Inner Sanctuary
By Rana Samara
Zawiyeh Gallery, Dubai
The exhibition runs until August 28, 2022
Open daily from 11 am to 7 pm
In the new exhibition titled Inner Sanctuary, Rana Samara presents her personal, intimate space, revealing a layer of deep emotions that are connected with these places. Ranging from her comfortable lounge to a corner in her favorite café, she explores the settings that embrace her daily life. Along the way, she portrays an inner visual and sentimental sanctuary, depicting the inside of her world with fine details that incorporate daily objects and furnishing. She uses her usual signature of charming colors and stunning decorative motifs to illustrate familiar locations on her daily map: a lively studio, a neat kitchen, a colorful bedroom, corners of several cafés and bars, and even a calm abandoned swimming pool. Colors, motifs, and shapes convey her sentiments and express her content, calmness, anxiety, or frustration.
The painting of a hospital room with an empty bed covered by white sheets and an air conditioning system on the wall indicates coldness despite the colorful motifs on the walls. A bedroom with peacock feathers and several ladders standing around the walls transmits a feeling of lightness and weightlessness and a connection with the skies. Rana depicts rooms and spaces – that range from what seems to be a studio to bathrooms, seating areas, and windowsills – with warmth, full of love and colors. The way she executes floors hints at her sentiments towards the rooms she paints: Sometimes they are full of vibrant motifs, whereas at other times they look like glass, fragile and colorless. In some paintings, she uses sharp and edgy squares that enhance a disquieting feeling.
Yet, except for one artwork, Rana leaves out one central aspect: humans. However, while they seem inessential, their evidence is not. Hence the subtle focus on their traces. Their imprints can be found in every corner: a suit hanging over closed curtains in a bedroom; a kitchen with a slipper in the middle of the floor; another kitchen with plates and food leftovers; a windowsill with plant pots framed by cozy chairs with cushions that, however, are not facing the world outside. This erasure could be a way to capture moments that people leave behind or an attempt at emancipation from the restraints imposed by their presence, an opportunity to reveal concealed feelings and deep sentiments, whether joyful or gloomy.
In the one work that shows humans, Rana paints a young woman sitting on a sofa, facing the viewer. Wearing a training suit, she rests comfortably on a small blanket while holding her head as if immersed in thought or contemplation. The repetition and overlay of pattern let the figure blend in with the room, rendering her insignificant, almost ephemeral.
A painting of a landscape dotted with trees is most joyful, the sky swirling with clouds and with playful, upward-leading traces of gold. It is one of the three landscape painings in this series and expresses the artist’s conviction that intimate spaces exist in nature as well.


What is required
All of the records listed below should be retyped exactly.

(Input material Opens)

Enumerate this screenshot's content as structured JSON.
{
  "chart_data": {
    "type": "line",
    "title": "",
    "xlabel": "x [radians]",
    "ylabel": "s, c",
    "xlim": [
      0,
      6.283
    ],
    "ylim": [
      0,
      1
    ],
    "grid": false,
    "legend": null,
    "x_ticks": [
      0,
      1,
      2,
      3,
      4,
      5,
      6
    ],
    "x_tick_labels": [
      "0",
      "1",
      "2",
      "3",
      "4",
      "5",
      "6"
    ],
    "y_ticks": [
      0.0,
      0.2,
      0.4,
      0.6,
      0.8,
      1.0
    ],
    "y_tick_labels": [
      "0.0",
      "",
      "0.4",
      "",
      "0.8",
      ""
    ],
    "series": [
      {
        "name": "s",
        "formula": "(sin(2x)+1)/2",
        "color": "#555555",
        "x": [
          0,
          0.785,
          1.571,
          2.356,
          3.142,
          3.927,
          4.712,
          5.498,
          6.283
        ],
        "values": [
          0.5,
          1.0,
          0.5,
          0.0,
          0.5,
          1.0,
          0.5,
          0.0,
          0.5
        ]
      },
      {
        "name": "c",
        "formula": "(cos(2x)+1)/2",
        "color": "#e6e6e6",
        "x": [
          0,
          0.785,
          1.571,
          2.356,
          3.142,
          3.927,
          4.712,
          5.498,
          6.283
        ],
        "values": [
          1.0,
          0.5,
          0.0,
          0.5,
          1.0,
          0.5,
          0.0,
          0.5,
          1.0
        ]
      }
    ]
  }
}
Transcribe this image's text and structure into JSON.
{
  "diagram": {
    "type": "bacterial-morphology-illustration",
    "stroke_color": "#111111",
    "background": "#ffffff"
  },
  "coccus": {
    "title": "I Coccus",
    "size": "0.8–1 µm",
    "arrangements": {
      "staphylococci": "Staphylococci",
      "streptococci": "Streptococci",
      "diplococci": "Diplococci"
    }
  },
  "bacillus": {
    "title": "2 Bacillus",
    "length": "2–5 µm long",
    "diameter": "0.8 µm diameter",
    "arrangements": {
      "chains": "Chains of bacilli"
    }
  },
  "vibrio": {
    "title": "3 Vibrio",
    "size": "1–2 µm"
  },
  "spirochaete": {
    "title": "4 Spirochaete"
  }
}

(Input material Closes)

Result
Enumerate this screenshot's content as structured JSON.
{
  "chart_data": {
    "type": "line",
    "title": "",
    "xlabel": "x [radians]",
    "ylabel": "s, c",
    "xlim": [
      0,
      6.283
    ],
    "ylim": [
      0,
      1
    ],
    "grid": false,
    "legend": null,
    "x_ticks": [
      0,
      1,
      2,
      3,
      4,
      5,
      6
    ],
    "x_tick_labels": [
      "0",
      "1",
      "2",
      "3",
      "4",
      "5",
      "6"
    ],
    "y_ticks": [
      0.0,
      0.2,
      0.4,
      0.6,
      0.8,
      1.0
    ],
    "y_tick_labels": [
      "0.0",
      "",
      "0.4",
      "",
      "0.8",
      ""
    ],
    "series": [
      {
        "name": "s",
        "formula": "(sin(2x)+1)/2",
        "color": "#555555",
        "x": [
          0,
          0.785,
          1.571,
          2.356,
          3.142,
          3.927,
          4.712,
          5.498,
          6.283
        ],
        "values": [
          0.5,
          1.0,
          0.5,
          0.0,
          0.5,
          1.0,
          0.5,
          0.0,
          0.5
        ]
      },
      {
        "name": "c",
        "formula": "(cos(2x)+1)/2",
        "color": "#e6e6e6",
        "x": [
          0,
          0.785,
          1.571,
          2.356,
          3.142,
          3.927,
          4.712,
          5.498,
          6.283
        ],
        "values": [
          1.0,
          0.5,
          0.0,
          0.5,
          1.0,
          0.5,
          0.0,
          0.5,
          1.0
        ]
      }
    ]
  }
}
Transcribe this image's text and structure into JSON.
{
  "diagram": {
    "type": "bacterial-morphology-illustration",
    "stroke_color": "#111111",
    "background": "#ffffff"
  },
  "coccus": {
    "title": "I Coccus",
    "size": "0.8–1 µm",
    "arrangements": {
      "staphylococci": "Staphylococci",
      "streptococci": "Streptococci",
      "diplococci": "Diplococci"
    }
  },
  "bacillus": {
    "title": "2 Bacillus",
    "length": "2–5 µm long",
    "diameter": "0.8 µm diameter",
    "arrangements": {
      "chains": "Chains of bacilli"
    }
  },
  "vibrio": {
    "title": "3 Vibrio",
    "size": "1–2 µm"
  },
  "spirochaete": {
    "title": "4 Spirochaete"
  }
}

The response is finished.